Our Lady of La Vang
The power of the Virgin Mary for Vietnamese Catholics—at home and in diaspora
In recent years, I have visited some of the great American shrines to the Virgin Mary. From Emmitsburg, Maryland, to Chimayó, New Mexico, I have had very similar conversations with local volunteers. They are amazed and delighted by one group above all. These Vietnamese visitors, they say, they are so Catholic, and so devoted to the Virgin. And there are always so many of them! Who knew? Well-meaning White, American Christians continue to be startled to realize just how global their church has become.
Around the world, many Catholic societies portray the Virgin in distinctive local and national forms, reflecting their own stories and traditions. Often, those local connections are so strong that you can almost write a history of the Catholic presence in a given country by telling the story of that particular Virgin, of her deeds and her travels.
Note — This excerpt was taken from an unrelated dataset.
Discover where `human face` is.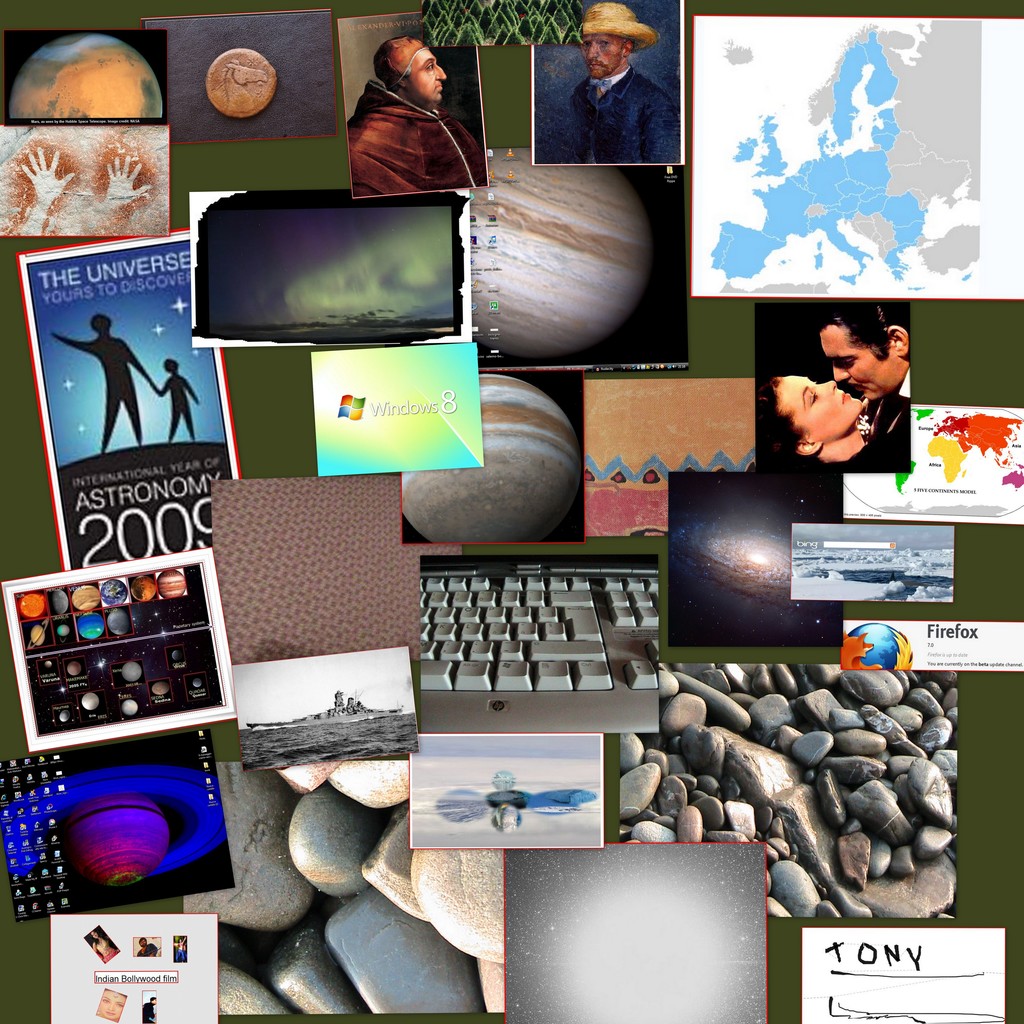
Discovered at 586,42,620,77.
Vietnam’s own Mary, the Our Lady of La Vang, is at once a symbol of survival and exile, of mission and globalization
The story of Our Lady of La Vang dates from 1798, when a growing Catholic presence in Vietnam was being ruthlessly suppressed by the Buddhist and Confucian rulers of the empire. This was part of a brutal suppression that recurred sporadically over centuries, probably claiming hundreds of thousands of lives in all. In consequence, Vietnam’s Catholic Church understands itself as a true martyr church, quite as much as that of, say, Poland.